Bolano’s Major and Minor Novels

I usually try not to quibble with small details in otherwise coherent book reviews, but I've seen this more than once, and it deserves to be remarked on. Dwight Garner in the NYT:

Writing last year in The Nation, Natasha Wimmer, the gifted young translator of Roberto Bolaño’s major novels into English . . .

Major novels?

Now it could be that Garner has made a careful study of Bolano's work and concluded that 2666 and The Savage Detectives are in fact his major works. But I have a sneaking suspicion that this is not the case. I suspect that Garner just adopted the same lazy shorthand that Lev Grossman adopted in Time magazine when he offhandedly labeled Bolano's shorter works "minor novels."

No, they're not.

There are, of course, crazy people like James Wood who consider By Night in Chile "his greatest work"–and Wood deserves for integrating into his review of The Savage Detectives an explanation of why he believes this.

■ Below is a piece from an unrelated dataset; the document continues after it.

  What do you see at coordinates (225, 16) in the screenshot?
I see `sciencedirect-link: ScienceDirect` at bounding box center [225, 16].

Regardless of whatever Bolano book you consider the best, there's no reason that his shorter novels should be labeled "minor works." By Night in Chile, Distant Star, and Nazi Literature in the Americas, short as they might be compared to TSD and 2666, are absolutely not minor works. They are, after all, what established Bolano as a writer to be reckoned with and that made the later books possible.